-- TRY IT --
Begin your copy at the line that holds "Describe the element" and carry it through the final line of the data, writing out each line exactly and omitting pictures.

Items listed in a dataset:
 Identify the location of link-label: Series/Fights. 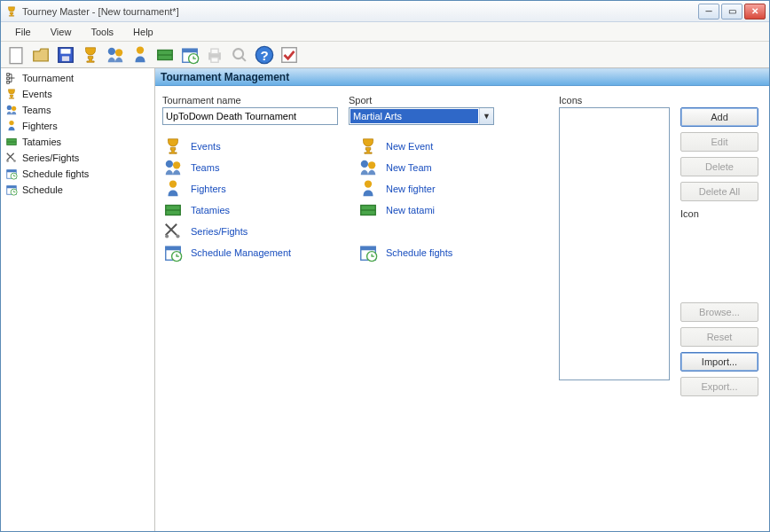
(219, 231).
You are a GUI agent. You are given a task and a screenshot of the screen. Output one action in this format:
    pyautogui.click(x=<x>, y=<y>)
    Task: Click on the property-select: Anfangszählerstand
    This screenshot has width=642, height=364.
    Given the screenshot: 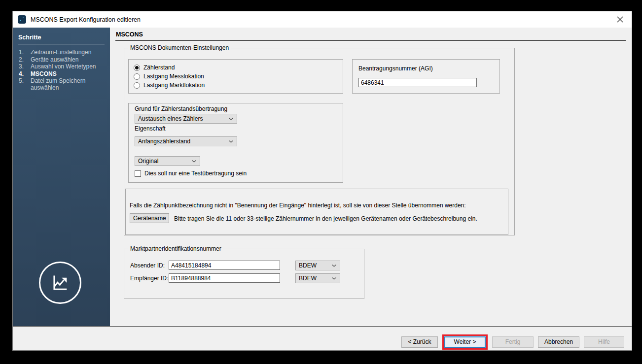 What is the action you would take?
    pyautogui.click(x=186, y=141)
    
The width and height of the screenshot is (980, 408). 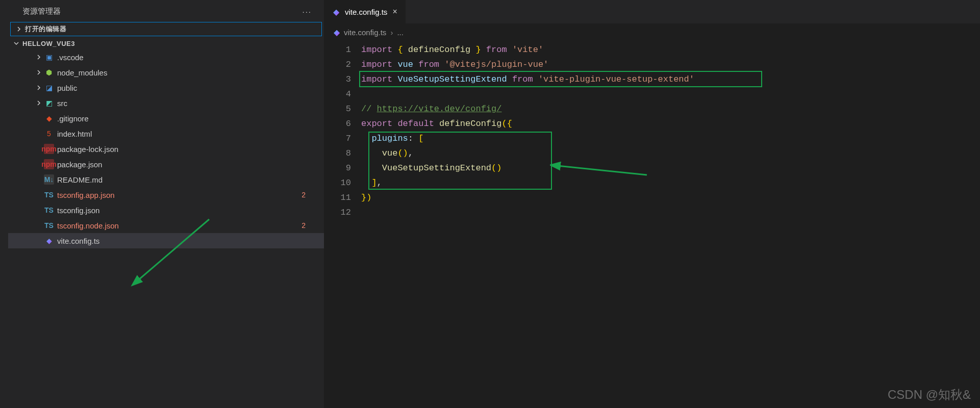 I want to click on open-editors-section: 打开的编辑器, so click(x=166, y=29).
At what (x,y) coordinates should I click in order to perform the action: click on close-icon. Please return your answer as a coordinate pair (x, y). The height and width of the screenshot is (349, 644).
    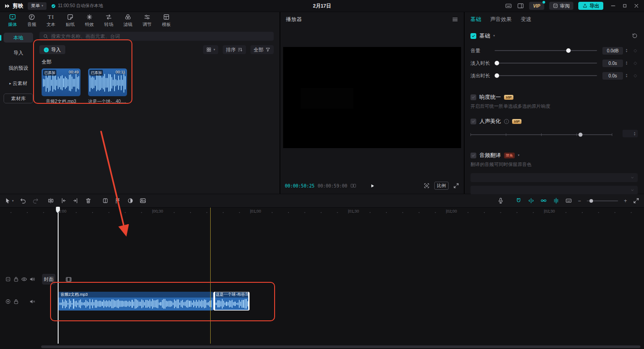
    Looking at the image, I should click on (636, 6).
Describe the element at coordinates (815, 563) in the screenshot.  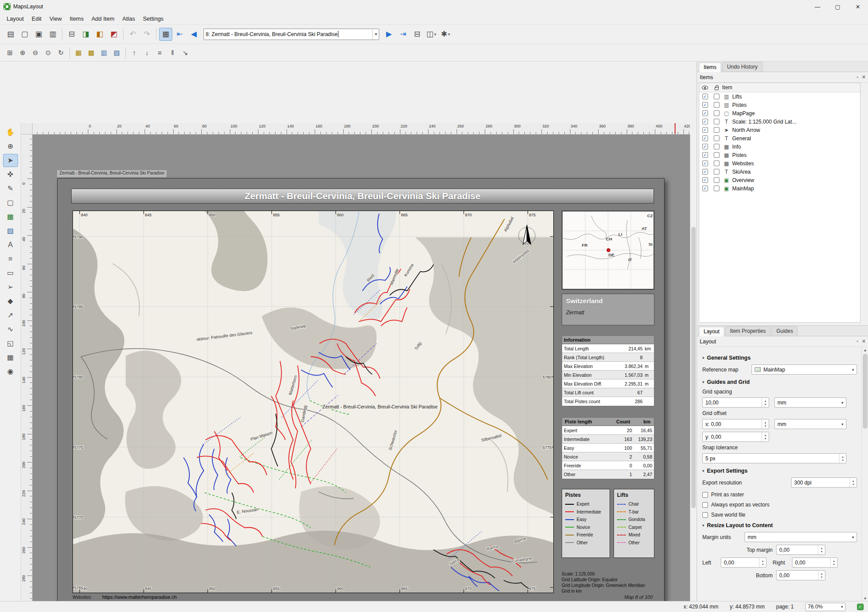
I see `right-margin-input: 0,00 ▴▾` at that location.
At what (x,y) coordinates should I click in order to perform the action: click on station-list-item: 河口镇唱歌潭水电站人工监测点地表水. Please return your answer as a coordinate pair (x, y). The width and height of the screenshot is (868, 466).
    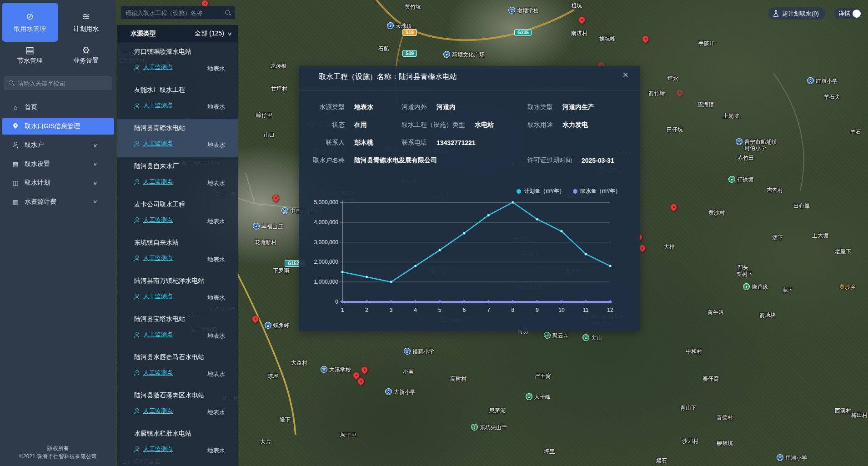
    Looking at the image, I should click on (177, 61).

-- FINISHED TASK --
Describe the element at coordinates (815, 563) in the screenshot.  
I see `right-margin-input: 0,00 ▴▾` at that location.
At what (x,y) coordinates should I click in order to perform the action: click on station-list-item: 河口镇唱歌潭水电站人工监测点地表水. Please return your answer as a coordinate pair (x, y). The width and height of the screenshot is (868, 466).
    Looking at the image, I should click on (177, 61).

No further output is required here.